At 15:44 -0400 8/4/03, James M. Ray wrote:
Would the same phrase "Bet with e-gold" used on the casino
home page be infringing? What exactly is the difference?

One's a domain name, and the other's an invitation. Go try registering cocacolaforum.com and then on another site do a forum about the wonders of drinking a lot of CocaCola if you want to see the difference



(Aside --- the internet is a place where people who know staggeringly utterly nothing about topics get to go on and on about them.)



Just incidentally FWIW, if you simply MENTION Coca Cola (or e-gold) on a web site, or perhaps in a brochure, advertisement or poster --


YES !!

you are in fact or can be infringing on their trademarks seriously and in many situations you have to carefully point out that it is a registered trademark that you are just mentioning in passing !!!!!!!!

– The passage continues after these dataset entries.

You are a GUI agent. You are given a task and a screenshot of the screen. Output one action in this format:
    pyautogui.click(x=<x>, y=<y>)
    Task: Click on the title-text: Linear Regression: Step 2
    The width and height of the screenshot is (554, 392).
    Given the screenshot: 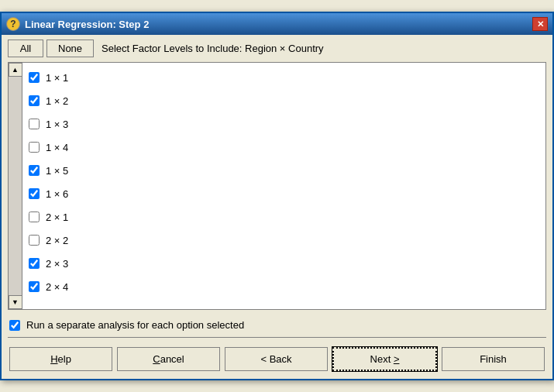 What is the action you would take?
    pyautogui.click(x=87, y=25)
     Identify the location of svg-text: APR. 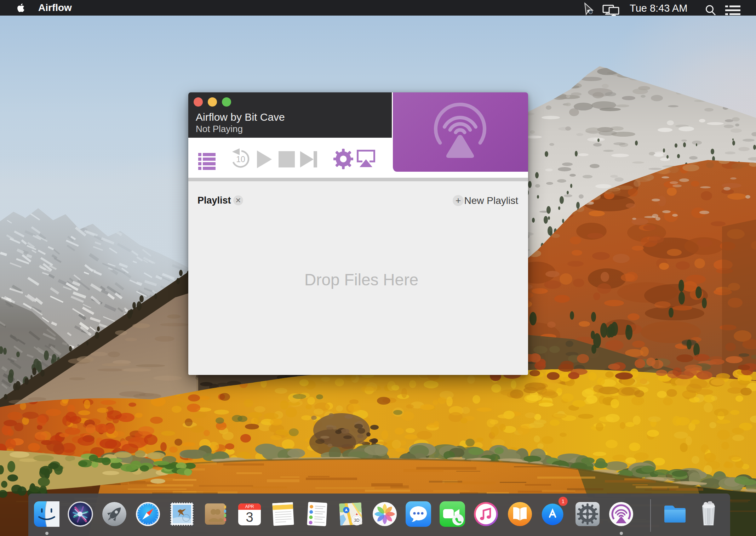
(250, 507).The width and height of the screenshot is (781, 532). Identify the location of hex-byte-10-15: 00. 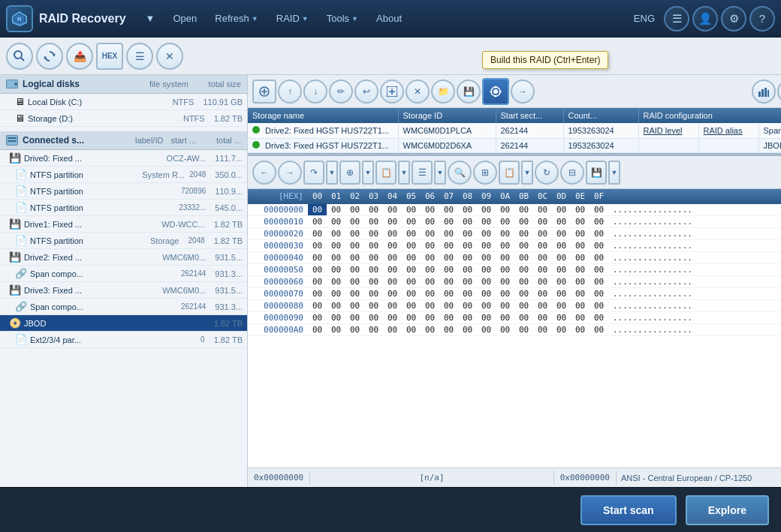
(599, 330). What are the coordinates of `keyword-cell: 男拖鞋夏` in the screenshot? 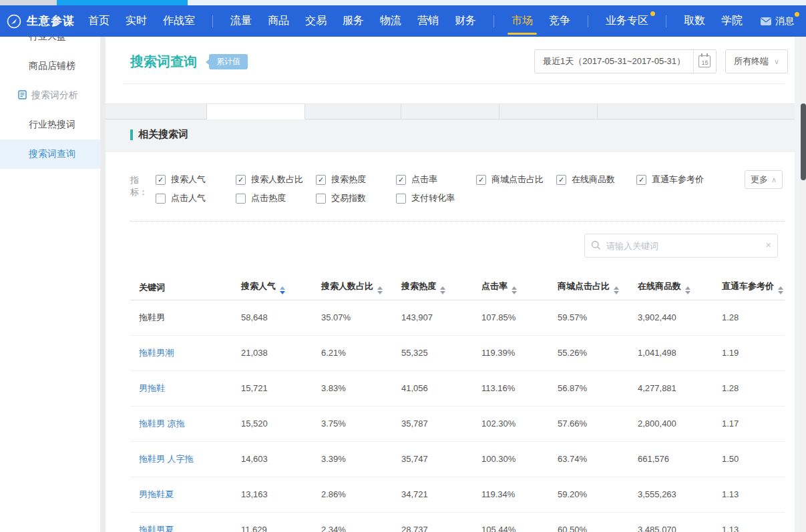 It's located at (182, 494). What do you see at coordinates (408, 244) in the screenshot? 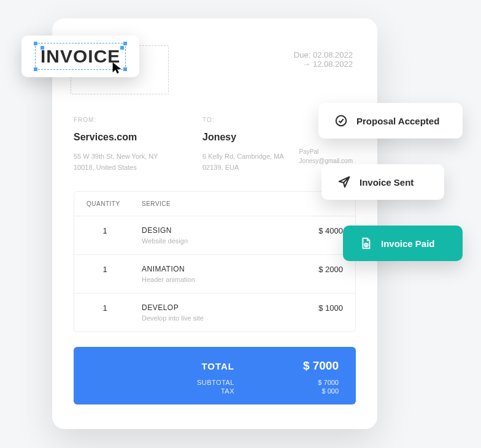
I see `status-label: Invoice Paid` at bounding box center [408, 244]. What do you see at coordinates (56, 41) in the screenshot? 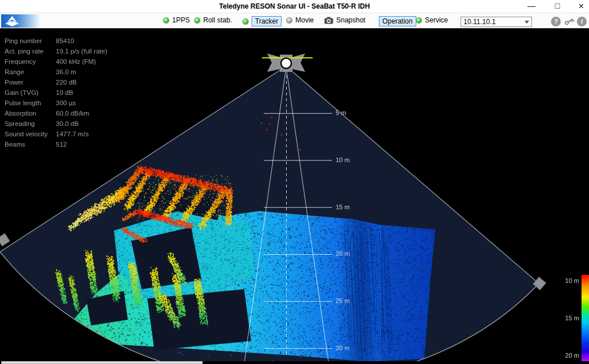
I see `param-row: Ping number85410` at bounding box center [56, 41].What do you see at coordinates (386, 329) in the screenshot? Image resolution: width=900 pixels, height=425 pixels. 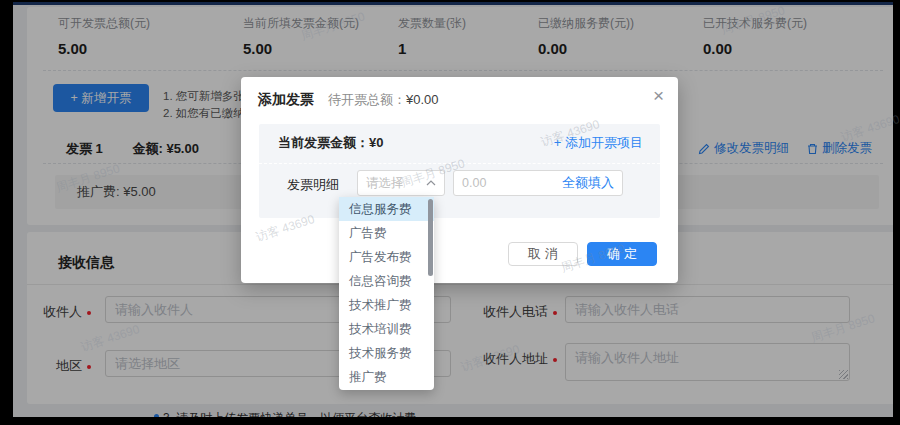 I see `dropdown-option: 技术培训费` at bounding box center [386, 329].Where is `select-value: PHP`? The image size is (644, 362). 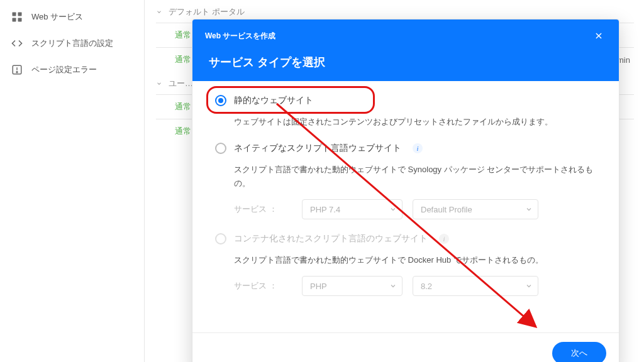
select-value: PHP is located at coordinates (318, 287).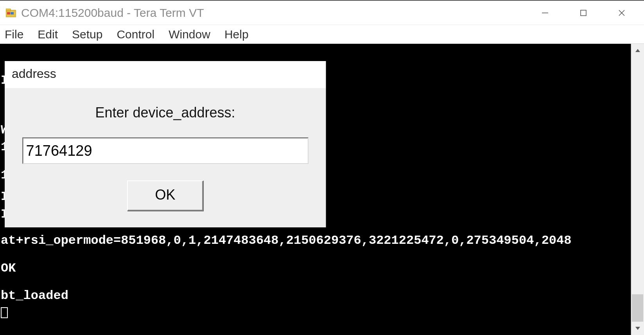  What do you see at coordinates (240, 34) in the screenshot?
I see `menu-help: Help` at bounding box center [240, 34].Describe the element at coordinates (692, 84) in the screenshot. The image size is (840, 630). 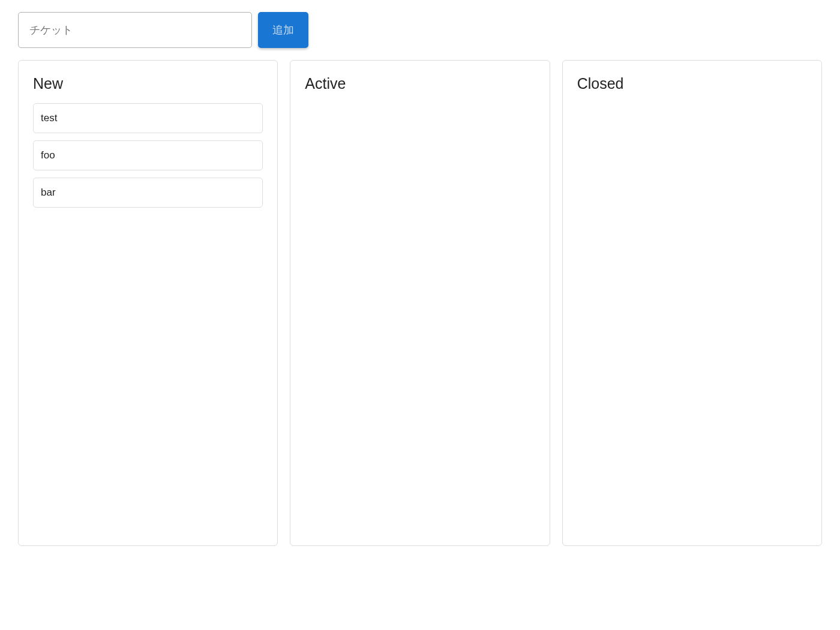
I see `column-title: Closed` at that location.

EVERYONE who uses the company name "e-gold" anywhere on a market makers page or whatever, you should liberally pepper it with "TM" symbols...at least the first time you do so.

(You can see this everywhere about you -- look.)

indeed similarly if e-gold on their site says something like "there are many fine e-gold market makers, such as Icegold and Cambist" .. then e-gold should shove some TM symbols and legal language in there.

For example, I just saw an ad for Chevrolet trucks and it said something like "The biggest invention in comfort and safety since BubbleWrap"

yes, absolutely, they have a little "tm" or whatever above the BubbleWrap and down the bottom in fine print it says something like "We are Chevrolet and we use BubbleWrap's famous trademark only with permission and we explicitly do not take away any of their rights in doing so and we remind you tyhat BubbleWrap very much remains a trademark of the Sarin3M corporation ..." sort of thing.

Now - in fact - if bubble wrap WANTED to, they could STOP Chevy from doing this. (that would be why it's called "property") Say chevy went further with the gag and started a web site called "bubblewrapcars," then they could stop them doing that (and probably would). I mean "bubble wrap" is their property.

Also, as an example, the last time I was filming a Levis commercial, it happened to have some coke logos in it (it was set in the 50s or whatever and there was an old red coke machine at the gas station the hero in the Levis stopped at) .. you have to be extremelyl careful about this sort of thing, for instance Levis checked it out first with Coke to see if they minded, and however small, it was careful that the coke logo seen incidentally included a "tm" thingy above it.